Public Spending, GOVERNMENT THAT WORKS
Report Card: New Jersey Earns D- for Failure to Address Pension Crisis
From GSI Staff:
As students around the country are taking their final exams before winter break, the state of New Jersey received a report card for managing its debts, specifically pension and benefit costs for public employees, and it is far from pretty. The non-partisan Volcker Alliance, founded by former Federal Reserve Chair Paul Volcker, rated the state a D- for its failure to have properly “provided adequate funding, as defined by retirement system actuaries, for pensions and other promised retirement benefits for public workers.”
New Jersey was one of six states to receive the lowest possible grade in the analysis, along with Hawaii, Illinois, Massachusetts, Texas and Wyoming.
As of June 2017, the Garden State has funded only 36% of its pension debt with an unfunded liability of $143.2 billion, 2nd worst in the nation behind Kentucky’s 34% funding.
The grade was included in the 2018 Volcker Alliance report, Truth and Integrity in State Budgeting: Preventing the Next Fiscal Crisis, which, in addition to legacy costs, grades and proposes a set of best practices for policymakers on issues including: budget forecasting, budget maneuvers, reserve funds and transparency.
The report adds fuel to the fire of support for pension and benefits reforms proposed in the recent “Path to Progress” report issued by State Senate President Steve Sweeney’s bi-partisan New Jersey fiscal policy working group.
· Shift new state and local government employees and those with less than five years of service in the Public Employees’ Retirement System and the Teachers’ Pension and Annuity Fund from the current defined benefit pension system to a sustainable hybrid system and preserve the current system for employees with over five years of service who have vested contractual pension rights.
· Shift all state and local government employees and retiree’s health care coverage from Platinum to Gold.
· Require all new state and local government retirees to pay the same percent of premium costs they paid when working.
· Merge the School Employees Health Benefits Program into the larger State Health Benefits Plan and make the plans identical in coverage.
While formal legislation has yet to be introduced regarding Senator Sweeney’s proposals, reports indicate that bills will be introduced by the end of the year or early 2019.
If Governor Murphy and the legislature have the political courage to act on these proposals, at this time next year, New Jersey could move from a D- to Most Improved!
From the Volcker Report Card: This table contains assessments of states’ ability to meet promises made to public employees for pensions and other retirement costs for fiscal 2016 through 2018. States are graded on a scale of A to D-minus, the lowest possible, on whether their contributions to public employee pension funds were effectively 100 percent of the actuarially required or determined contributions (ARC or ADC), adjusted for any unfunded liabilities; and whether their contributions to any public employee other postemployment benefit (OPEB) plans were effectively 100 percent of the ARC or ADC.
While New Jersey has showed improvement from 31% funding in 2016, it should be noted that in fiscal year 2018, New Jersey temporarily shifted ownership of the state lottery and its proceeds to the retirement funds for teachers, public employees, and police officers and firefighters. The move made the pension system appear better funded, but the net amount being injected by the state is not scheduled to reach the ARC level until fiscal 2023. The shortfall continues to deprive the pension system of any possible earnings on the sums that actuaries say should be contributed.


# What you will do:
Please set down each line of the data again, unchanged.

** Opening Records shown block **

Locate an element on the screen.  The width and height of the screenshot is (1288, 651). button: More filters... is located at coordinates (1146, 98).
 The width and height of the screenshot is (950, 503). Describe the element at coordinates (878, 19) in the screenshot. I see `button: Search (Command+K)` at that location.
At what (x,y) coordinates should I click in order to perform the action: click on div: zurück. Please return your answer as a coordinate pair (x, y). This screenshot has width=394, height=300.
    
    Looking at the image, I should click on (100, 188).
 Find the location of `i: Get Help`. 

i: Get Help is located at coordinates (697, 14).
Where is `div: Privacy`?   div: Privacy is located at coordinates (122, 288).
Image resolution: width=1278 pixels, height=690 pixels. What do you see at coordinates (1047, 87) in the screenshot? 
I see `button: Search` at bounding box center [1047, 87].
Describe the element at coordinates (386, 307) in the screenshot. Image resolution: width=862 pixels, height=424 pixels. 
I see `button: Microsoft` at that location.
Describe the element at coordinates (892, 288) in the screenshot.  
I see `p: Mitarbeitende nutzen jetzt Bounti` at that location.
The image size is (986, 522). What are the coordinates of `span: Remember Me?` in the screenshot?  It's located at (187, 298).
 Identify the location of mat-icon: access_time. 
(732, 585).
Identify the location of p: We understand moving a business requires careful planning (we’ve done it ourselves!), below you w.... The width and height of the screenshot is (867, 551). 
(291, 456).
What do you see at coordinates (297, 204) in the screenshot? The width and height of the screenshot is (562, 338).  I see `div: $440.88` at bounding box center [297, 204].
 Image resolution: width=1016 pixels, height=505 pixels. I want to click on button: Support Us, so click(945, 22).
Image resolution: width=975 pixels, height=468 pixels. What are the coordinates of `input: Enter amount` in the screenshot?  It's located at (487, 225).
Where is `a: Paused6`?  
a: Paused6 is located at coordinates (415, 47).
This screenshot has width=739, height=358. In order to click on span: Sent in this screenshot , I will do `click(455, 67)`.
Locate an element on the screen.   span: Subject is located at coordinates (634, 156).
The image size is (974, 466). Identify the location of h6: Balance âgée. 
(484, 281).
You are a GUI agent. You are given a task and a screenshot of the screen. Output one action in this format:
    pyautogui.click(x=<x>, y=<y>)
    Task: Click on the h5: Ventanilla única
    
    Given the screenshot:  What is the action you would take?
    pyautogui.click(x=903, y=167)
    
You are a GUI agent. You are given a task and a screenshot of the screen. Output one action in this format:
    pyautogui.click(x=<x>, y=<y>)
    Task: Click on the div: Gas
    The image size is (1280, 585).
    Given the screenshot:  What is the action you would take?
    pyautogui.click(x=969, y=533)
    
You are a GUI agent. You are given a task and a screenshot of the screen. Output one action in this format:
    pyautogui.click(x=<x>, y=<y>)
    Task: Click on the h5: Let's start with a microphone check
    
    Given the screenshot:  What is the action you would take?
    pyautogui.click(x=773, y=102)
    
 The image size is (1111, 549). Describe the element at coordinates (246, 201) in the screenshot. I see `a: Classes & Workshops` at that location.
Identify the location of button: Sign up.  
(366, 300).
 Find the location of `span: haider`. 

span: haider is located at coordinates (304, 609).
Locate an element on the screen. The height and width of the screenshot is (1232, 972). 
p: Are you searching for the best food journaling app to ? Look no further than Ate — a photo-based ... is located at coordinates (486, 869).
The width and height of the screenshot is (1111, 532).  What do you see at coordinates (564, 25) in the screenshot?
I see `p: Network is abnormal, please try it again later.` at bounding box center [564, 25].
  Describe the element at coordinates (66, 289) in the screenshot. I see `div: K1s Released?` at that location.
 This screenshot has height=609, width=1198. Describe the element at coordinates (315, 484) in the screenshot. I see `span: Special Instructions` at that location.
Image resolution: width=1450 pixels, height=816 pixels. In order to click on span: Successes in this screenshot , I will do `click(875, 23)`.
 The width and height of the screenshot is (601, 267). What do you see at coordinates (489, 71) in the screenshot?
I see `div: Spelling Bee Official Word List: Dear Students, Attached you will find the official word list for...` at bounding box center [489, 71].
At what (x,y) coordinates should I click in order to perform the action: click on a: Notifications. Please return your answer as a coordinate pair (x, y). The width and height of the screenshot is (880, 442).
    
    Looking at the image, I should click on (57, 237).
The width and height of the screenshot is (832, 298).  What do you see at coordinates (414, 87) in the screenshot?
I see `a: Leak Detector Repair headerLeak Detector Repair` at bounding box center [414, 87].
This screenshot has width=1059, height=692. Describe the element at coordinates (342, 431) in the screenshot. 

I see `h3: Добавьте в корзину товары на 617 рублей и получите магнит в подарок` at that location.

** Closing Records shown block **

# Output for this exercise:
Locate an element on the screen.  The width and height of the screenshot is (1288, 651). button: More filters... is located at coordinates (1146, 98).
 The width and height of the screenshot is (950, 503). Describe the element at coordinates (878, 19) in the screenshot. I see `button: Search (Command+K)` at that location.
At what (x,y) coordinates should I click in order to perform the action: click on div: zurück. Please return your answer as a coordinate pair (x, y). This screenshot has width=394, height=300.
    
    Looking at the image, I should click on (100, 188).
 Find the location of `i: Get Help`. 

i: Get Help is located at coordinates (697, 14).
Where is `div: Privacy`?   div: Privacy is located at coordinates (122, 288).
Image resolution: width=1278 pixels, height=690 pixels. What do you see at coordinates (1047, 87) in the screenshot? 
I see `button: Search` at bounding box center [1047, 87].
Describe the element at coordinates (386, 307) in the screenshot. Image resolution: width=862 pixels, height=424 pixels. 
I see `button: Microsoft` at that location.
Describe the element at coordinates (892, 288) in the screenshot.  
I see `p: Mitarbeitende nutzen jetzt Bounti` at that location.
The image size is (986, 522). What are the coordinates of `span: Remember Me?` in the screenshot?  It's located at (187, 298).
 Identify the location of mat-icon: access_time. 
(732, 585).
Identify the location of p: We understand moving a business requires careful planning (we’ve done it ourselves!), below you w.... The width and height of the screenshot is (867, 551). 
(291, 456).
What do you see at coordinates (297, 204) in the screenshot? The width and height of the screenshot is (562, 338).  I see `div: $440.88` at bounding box center [297, 204].
 Image resolution: width=1016 pixels, height=505 pixels. I want to click on button: Support Us, so click(945, 22).
Image resolution: width=975 pixels, height=468 pixels. What are the coordinates of `input: Enter amount` in the screenshot?  It's located at (487, 225).
Where is `a: Paused6`?  
a: Paused6 is located at coordinates (415, 47).
This screenshot has width=739, height=358. In order to click on span: Sent in this screenshot , I will do `click(455, 67)`.
Locate an element on the screen.   span: Subject is located at coordinates (634, 156).
The image size is (974, 466). Identify the location of h6: Balance âgée. 
(484, 281).
You are a GUI agent. You are given a task and a screenshot of the screen. Output one action in this format:
    pyautogui.click(x=<x>, y=<y>)
    Task: Click on the h5: Ventanilla única
    
    Given the screenshot:  What is the action you would take?
    pyautogui.click(x=903, y=167)
    
You are a GUI agent. You are given a task and a screenshot of the screen. Output one action in this format:
    pyautogui.click(x=<x>, y=<y>)
    Task: Click on the div: Gas
    The image size is (1280, 585).
    Given the screenshot:  What is the action you would take?
    pyautogui.click(x=969, y=533)
    
You are a GUI agent. You are given a task and a screenshot of the screen. Output one action in this format:
    pyautogui.click(x=<x>, y=<y>)
    Task: Click on the h5: Let's start with a microphone check
    
    Given the screenshot:  What is the action you would take?
    pyautogui.click(x=773, y=102)
    
 The image size is (1111, 549). Describe the element at coordinates (246, 201) in the screenshot. I see `a: Classes & Workshops` at that location.
Identify the location of button: Sign up.  
(366, 300).
 Find the location of `span: haider`. 

span: haider is located at coordinates (304, 609).
Locate an element on the screen. The height and width of the screenshot is (1232, 972). 
p: Are you searching for the best food journaling app to ? Look no further than Ate — a photo-based ... is located at coordinates (486, 869).
The width and height of the screenshot is (1111, 532).  What do you see at coordinates (564, 25) in the screenshot?
I see `p: Network is abnormal, please try it again later.` at bounding box center [564, 25].
  Describe the element at coordinates (66, 289) in the screenshot. I see `div: K1s Released?` at that location.
 This screenshot has height=609, width=1198. Describe the element at coordinates (315, 484) in the screenshot. I see `span: Special Instructions` at that location.
Image resolution: width=1450 pixels, height=816 pixels. In order to click on span: Successes in this screenshot , I will do `click(875, 23)`.
 The width and height of the screenshot is (601, 267). What do you see at coordinates (489, 71) in the screenshot?
I see `div: Spelling Bee Official Word List: Dear Students, Attached you will find the official word list for...` at bounding box center [489, 71].
At what (x,y) coordinates should I click in order to perform the action: click on a: Notifications. Please return your answer as a coordinate pair (x, y). The width and height of the screenshot is (880, 442).
    
    Looking at the image, I should click on (57, 237).
The width and height of the screenshot is (832, 298).  What do you see at coordinates (414, 87) in the screenshot?
I see `a: Leak Detector Repair headerLeak Detector Repair` at bounding box center [414, 87].
This screenshot has width=1059, height=692. Describe the element at coordinates (342, 431) in the screenshot. 

I see `h3: Добавьте в корзину товары на 617 рублей и получите магнит в подарок` at that location.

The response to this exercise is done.